Siegfried Sassoon

Siegfried Sassoon

About Siegfried Sassoon

Siegfried Sassoon (1886 – 1967) was a British poet, writer who influenced authors such as Wilfred Owen and Robert Graves. He studied at Clare College, University of Cambridge. A soldier in the British Army, he was awarded the Order of the British Empire and the Military Cross. His literary work, “Memoirs of a Fox-hunting Man”, earned him the James Tait Black Memorial Prize in 1928.
Initially known for his pacifist writings during the First World War, he later achieved fame with his memoirs and works of fiction. Decorated for bravery on the Western Front, he became one of the leading poets of the First World War. His poetry both described the horrors of the trenches, and satirized the patriotic pretensions of those who, in Sassoon's view, were responsible for a jingoism-fuelled war. Alongside his military service, he wrote poems, which were published under a pseudonym and only in small, privately printed editions. Sassoon had met Sir Edward Marsh in London before the outbreak of war in 1914 and had been encouraged by him. Marsh who was the sponsor of the Georgian school of poets and a friend to many poets, including Rupert Brooke, saw him as a budding poetic talent and encouraged him to continue writing. In the collection “Georgian Poetry 1916–17” (1917), Marsh published Sassoon's poems alongside those of Graves, helping both achieve public recognition as great young poets.
Sassoon processed his wartime experiences in the First World War in his early works such as “The Old Huntsman” (1917), “Counter-Attack” (1918), and “Satirical Poems” (1926). His semi-fictional autobiography, “The Complete Memoirs of George Sherston” (1937), was divided into three parts: “Memoirs of a Fox-Hunting Man” (1928), which won the Hawthornden Prize in 1929; “Memoirs of an Infantry Officer” (1930); and “Sherston's Progress” (1936).
Further autobiographical works followed, including “The Old Century” (1938), “The Weald of Youth” (1942), and “Siegfried's Journey 1916–20” (1945). In addition, he wrote a biography of the British novelist George Meredith in 1948. His later poems, such as Vigils (1935) and Sequences (1956), are predominantly spiritual.
Separated from his wife in 1945, Sassoon lived in isolation in Heytesbury, Wiltshire. In 1957, he converted to Roman Catholicism. He died seven days before his 81st birthday and is buried in St Andrew's Church in Mells, Somerset.
The discovery in 2013 of an early draft of one of Sassoon's best-known anti-war poems had biographers saying they would rewrite portions of their work about the poet.

Browse all poems and texts published on Siegfried Sassoon
And my last words shall be these – that it is only from the inmost silences of the heart that we know the world for what it is, and ourselves for what the world has made us.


> **What to work on**
Repeat the data exactly, leaving out any image.

> **Material to process**
=== Section Start ===

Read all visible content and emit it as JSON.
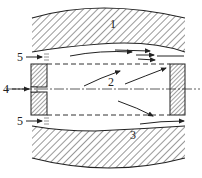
{
  "diagram": {
    "type": "cross-section schematic",
    "labels": [
      {
        "id": "1",
        "text": "1",
        "x": 111,
        "y": 27,
        "target": "upper wall"
      },
      {
        "id": "2",
        "text": "2",
        "x": 110,
        "y": 83,
        "target": "inner recirculation flow"
      },
      {
        "id": "3",
        "text": "3",
        "x": 133,
        "y": 138,
        "target": "lower annular flow"
      },
      {
        "id": "4",
        "text": "4",
        "x": 3,
        "y": 93,
        "target": "central inlet"
      },
      {
        "id": "5a",
        "text": "5",
        "x": 18,
        "y": 60,
        "target": "upper annular inlet"
      },
      {
        "id": "5b",
        "text": "5",
        "x": 18,
        "y": 121,
        "target": "lower annular inlet"
      }
    ],
    "colors": {
      "line": "#222222",
      "hatch": "#333333",
      "background": "#ffffff"
    }
  }
}
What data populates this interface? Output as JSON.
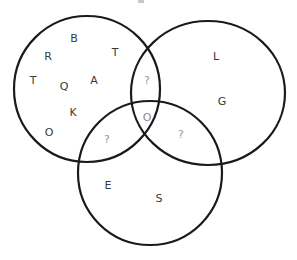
{
  "diagram": {
    "type": "venn-3",
    "colors": {
      "stroke": "#1a1a1a",
      "known_letter": "#3a3a3a",
      "unknown_marker": "#9a9a9a",
      "center_letter": "#8a8a8a",
      "background": "#ffffff"
    },
    "circles": [
      {
        "id": "left",
        "cx": 87,
        "cy": 89,
        "r": 73
      },
      {
        "id": "right",
        "cx": 208,
        "cy": 93,
        "rx": 77,
        "ry": 72
      },
      {
        "id": "bottom",
        "cx": 150,
        "cy": 173,
        "r": 72
      }
    ],
    "regions": {
      "left_only": {
        "letters": [
          {
            "text": "B",
            "x": 74,
            "y": 38
          },
          {
            "text": "R",
            "x": 48,
            "y": 56
          },
          {
            "text": "T",
            "x": 115,
            "y": 52
          },
          {
            "text": "T",
            "x": 33,
            "y": 80
          },
          {
            "text": "Q",
            "x": 64,
            "y": 86
          },
          {
            "text": "A",
            "x": 94,
            "y": 80
          },
          {
            "text": "K",
            "x": 73,
            "y": 112
          },
          {
            "text": "O",
            "x": 49,
            "y": 132
          }
        ]
      },
      "right_only": {
        "letters": [
          {
            "text": "L",
            "x": 216,
            "y": 56
          },
          {
            "text": "G",
            "x": 222,
            "y": 101
          }
        ]
      },
      "bottom_only": {
        "letters": [
          {
            "text": "E",
            "x": 108,
            "y": 185
          },
          {
            "text": "S",
            "x": 159,
            "y": 198
          }
        ]
      },
      "left_right": {
        "letters": [
          {
            "text": "?",
            "x": 147,
            "y": 80
          }
        ]
      },
      "left_bottom": {
        "letters": [
          {
            "text": "?",
            "x": 107,
            "y": 139
          }
        ]
      },
      "right_bottom": {
        "letters": [
          {
            "text": "?",
            "x": 181,
            "y": 134
          }
        ]
      },
      "all_three": {
        "letters": [
          {
            "text": "O",
            "x": 147,
            "y": 117
          }
        ]
      }
    }
  }
}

=== Section End ===

> **Solution below**
Read all visible content and emit it as JSON.
{
  "diagram": {
    "type": "cross-section schematic",
    "labels": [
      {
        "id": "1",
        "text": "1",
        "x": 111,
        "y": 27,
        "target": "upper wall"
      },
      {
        "id": "2",
        "text": "2",
        "x": 110,
        "y": 83,
        "target": "inner recirculation flow"
      },
      {
        "id": "3",
        "text": "3",
        "x": 133,
        "y": 138,
        "target": "lower annular flow"
      },
      {
        "id": "4",
        "text": "4",
        "x": 3,
        "y": 93,
        "target": "central inlet"
      },
      {
        "id": "5a",
        "text": "5",
        "x": 18,
        "y": 60,
        "target": "upper annular inlet"
      },
      {
        "id": "5b",
        "text": "5",
        "x": 18,
        "y": 121,
        "target": "lower annular inlet"
      }
    ],
    "colors": {
      "line": "#222222",
      "hatch": "#333333",
      "background": "#ffffff"
    }
  }
}
What data populates this interface? Output as JSON.
{
  "diagram": {
    "type": "venn-3",
    "colors": {
      "stroke": "#1a1a1a",
      "known_letter": "#3a3a3a",
      "unknown_marker": "#9a9a9a",
      "center_letter": "#8a8a8a",
      "background": "#ffffff"
    },
    "circles": [
      {
        "id": "left",
        "cx": 87,
        "cy": 89,
        "r": 73
      },
      {
        "id": "right",
        "cx": 208,
        "cy": 93,
        "rx": 77,
        "ry": 72
      },
      {
        "id": "bottom",
        "cx": 150,
        "cy": 173,
        "r": 72
      }
    ],
    "regions": {
      "left_only": {
        "letters": [
          {
            "text": "B",
            "x": 74,
            "y": 38
          },
          {
            "text": "R",
            "x": 48,
            "y": 56
          },
          {
            "text": "T",
            "x": 115,
            "y": 52
          },
          {
            "text": "T",
            "x": 33,
            "y": 80
          },
          {
            "text": "Q",
            "x": 64,
            "y": 86
          },
          {
            "text": "A",
            "x": 94,
            "y": 80
          },
          {
            "text": "K",
            "x": 73,
            "y": 112
          },
          {
            "text": "O",
            "x": 49,
            "y": 132
          }
        ]
      },
      "right_only": {
        "letters": [
          {
            "text": "L",
            "x": 216,
            "y": 56
          },
          {
            "text": "G",
            "x": 222,
            "y": 101
          }
        ]
      },
      "bottom_only": {
        "letters": [
          {
            "text": "E",
            "x": 108,
            "y": 185
          },
          {
            "text": "S",
            "x": 159,
            "y": 198
          }
        ]
      },
      "left_right": {
        "letters": [
          {
            "text": "?",
            "x": 147,
            "y": 80
          }
        ]
      },
      "left_bottom": {
        "letters": [
          {
            "text": "?",
            "x": 107,
            "y": 139
          }
        ]
      },
      "right_bottom": {
        "letters": [
          {
            "text": "?",
            "x": 181,
            "y": 134
          }
        ]
      },
      "all_three": {
        "letters": [
          {
            "text": "O",
            "x": 147,
            "y": 117
          }
        ]
      }
    }
  }
}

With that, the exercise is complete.